Lara’s Turing machine
Natalya Shelburne talked about the mindset of people who write CSS and how it combines different mental models (Natalya’s talk). She talked how CSS developers can bridge the gap between designers and the actual application’s you’re working on. One tool that helps is design systems: it can bridge domains, enforce shared vocabularies. Another cool thing she showed was a special ribbon like menu that she deploys just on staging. It has tools to help designers understand grids and, amazingly, the boxes that exist in the CSS reality, as compared to the boxes that are in the designer’s software. What an awesome way to collaborate! Natalya also discussed technological barriers: by moving a lot of our code into React components that are written in a way that’s mostly optimised for reading the JavaScript that exists around it, highers the bar for pure CSS people to contribute. She suggested having a pure HTML/CSS version to allow designers to contribute. Rather than thinking about or sticking to certain technologies, we should think about how to enable people, Natalya said.

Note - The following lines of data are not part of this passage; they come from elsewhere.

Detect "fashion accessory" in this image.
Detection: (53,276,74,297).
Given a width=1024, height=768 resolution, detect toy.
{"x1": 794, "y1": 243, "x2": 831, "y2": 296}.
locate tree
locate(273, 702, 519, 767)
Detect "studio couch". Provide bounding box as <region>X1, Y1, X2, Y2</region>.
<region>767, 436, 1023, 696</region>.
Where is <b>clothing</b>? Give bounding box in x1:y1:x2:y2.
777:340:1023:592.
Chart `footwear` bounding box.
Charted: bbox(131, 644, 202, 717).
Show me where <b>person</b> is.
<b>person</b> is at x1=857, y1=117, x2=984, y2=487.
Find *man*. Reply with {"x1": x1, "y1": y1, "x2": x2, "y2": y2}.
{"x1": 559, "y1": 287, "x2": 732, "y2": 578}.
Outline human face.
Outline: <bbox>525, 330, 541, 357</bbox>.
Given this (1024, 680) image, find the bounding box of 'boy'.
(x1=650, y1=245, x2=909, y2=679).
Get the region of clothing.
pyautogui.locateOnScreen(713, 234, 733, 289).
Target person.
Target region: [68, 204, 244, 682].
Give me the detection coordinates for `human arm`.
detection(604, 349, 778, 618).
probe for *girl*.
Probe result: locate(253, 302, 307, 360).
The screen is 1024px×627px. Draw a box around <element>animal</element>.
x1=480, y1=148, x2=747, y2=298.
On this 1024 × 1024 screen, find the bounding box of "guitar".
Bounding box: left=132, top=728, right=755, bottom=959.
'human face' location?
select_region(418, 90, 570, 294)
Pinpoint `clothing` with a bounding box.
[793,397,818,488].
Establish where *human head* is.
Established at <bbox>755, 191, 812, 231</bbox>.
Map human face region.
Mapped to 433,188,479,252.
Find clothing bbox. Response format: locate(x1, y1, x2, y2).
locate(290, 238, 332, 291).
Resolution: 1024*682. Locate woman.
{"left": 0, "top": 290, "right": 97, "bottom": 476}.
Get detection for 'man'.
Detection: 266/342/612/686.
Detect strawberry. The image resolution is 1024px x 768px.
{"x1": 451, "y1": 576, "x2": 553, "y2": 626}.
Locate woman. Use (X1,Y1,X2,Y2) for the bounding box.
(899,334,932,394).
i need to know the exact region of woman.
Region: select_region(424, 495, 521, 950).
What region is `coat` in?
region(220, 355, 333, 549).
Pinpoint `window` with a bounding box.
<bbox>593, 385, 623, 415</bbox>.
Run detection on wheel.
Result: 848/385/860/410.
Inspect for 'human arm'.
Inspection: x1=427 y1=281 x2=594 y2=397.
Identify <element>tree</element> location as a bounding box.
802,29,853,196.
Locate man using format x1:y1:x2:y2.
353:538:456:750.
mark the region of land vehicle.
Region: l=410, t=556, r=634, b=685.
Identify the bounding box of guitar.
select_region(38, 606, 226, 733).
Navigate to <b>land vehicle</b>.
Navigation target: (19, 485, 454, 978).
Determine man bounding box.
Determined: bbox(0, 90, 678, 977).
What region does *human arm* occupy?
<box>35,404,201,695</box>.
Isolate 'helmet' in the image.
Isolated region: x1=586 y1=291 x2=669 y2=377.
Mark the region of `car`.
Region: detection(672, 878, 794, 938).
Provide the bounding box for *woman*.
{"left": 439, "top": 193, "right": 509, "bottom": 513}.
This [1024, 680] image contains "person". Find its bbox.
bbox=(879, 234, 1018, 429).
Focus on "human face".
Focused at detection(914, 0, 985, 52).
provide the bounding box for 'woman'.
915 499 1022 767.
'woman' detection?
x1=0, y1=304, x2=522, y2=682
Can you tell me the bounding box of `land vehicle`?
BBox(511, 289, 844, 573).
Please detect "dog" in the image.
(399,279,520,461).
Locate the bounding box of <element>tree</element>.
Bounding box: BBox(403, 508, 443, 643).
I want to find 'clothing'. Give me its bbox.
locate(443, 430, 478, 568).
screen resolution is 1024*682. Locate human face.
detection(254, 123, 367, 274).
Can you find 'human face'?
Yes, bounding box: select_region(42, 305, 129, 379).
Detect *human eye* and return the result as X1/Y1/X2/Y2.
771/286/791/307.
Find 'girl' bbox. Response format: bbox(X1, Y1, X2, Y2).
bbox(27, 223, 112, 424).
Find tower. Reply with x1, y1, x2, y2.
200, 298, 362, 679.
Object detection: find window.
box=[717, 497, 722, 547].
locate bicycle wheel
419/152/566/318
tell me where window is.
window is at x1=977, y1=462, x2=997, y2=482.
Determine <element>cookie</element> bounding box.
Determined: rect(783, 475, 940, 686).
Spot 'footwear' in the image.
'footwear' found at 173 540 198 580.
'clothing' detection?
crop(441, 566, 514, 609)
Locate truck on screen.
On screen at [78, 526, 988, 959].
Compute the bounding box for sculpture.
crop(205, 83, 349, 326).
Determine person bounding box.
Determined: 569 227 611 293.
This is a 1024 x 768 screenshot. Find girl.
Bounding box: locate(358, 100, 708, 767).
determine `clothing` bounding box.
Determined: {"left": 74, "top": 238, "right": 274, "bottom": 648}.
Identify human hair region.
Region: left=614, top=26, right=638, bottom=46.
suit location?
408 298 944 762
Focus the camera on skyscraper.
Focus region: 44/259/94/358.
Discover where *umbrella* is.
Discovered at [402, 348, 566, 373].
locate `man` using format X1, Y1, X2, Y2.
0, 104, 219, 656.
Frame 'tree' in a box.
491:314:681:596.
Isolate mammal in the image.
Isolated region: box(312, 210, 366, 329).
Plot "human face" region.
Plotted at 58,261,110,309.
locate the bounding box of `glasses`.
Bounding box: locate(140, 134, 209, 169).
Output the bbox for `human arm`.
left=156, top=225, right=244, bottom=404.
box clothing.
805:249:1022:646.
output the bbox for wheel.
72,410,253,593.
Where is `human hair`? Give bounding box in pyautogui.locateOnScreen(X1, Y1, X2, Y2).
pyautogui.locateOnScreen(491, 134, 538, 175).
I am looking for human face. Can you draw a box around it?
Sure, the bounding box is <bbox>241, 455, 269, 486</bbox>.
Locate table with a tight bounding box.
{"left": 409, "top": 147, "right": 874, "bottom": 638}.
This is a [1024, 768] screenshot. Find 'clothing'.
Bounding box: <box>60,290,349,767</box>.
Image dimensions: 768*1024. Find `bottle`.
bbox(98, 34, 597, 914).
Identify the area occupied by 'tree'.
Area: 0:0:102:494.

She celebrated that there are lots of people in the web community doing great work in this space.
Wrapping up
It was really good to see some new CSS that is coming up (seriously. watch fantasai’s video) and learn about how to use existing CSS. Another recurring theme throughout the day was: as a community of CSS people, we should demand this language we love to be taken much more seriously. If not for our own sanity and valuation, then for the companies we are writing CSS code for. I urge you to watch Lara’s video and Natalya’s talk.
One call to action that a couple of speakers mentioned in talks and in the hallways: please have a say in how CSS develops, all discussions happen on GitHub, everyone should feel free to comment. Blogging about things you’d like to see or use is also encouraged.
The CSS Day organisers have once again set the bar very high for the next edition, let’s hope there will be another one in 2020!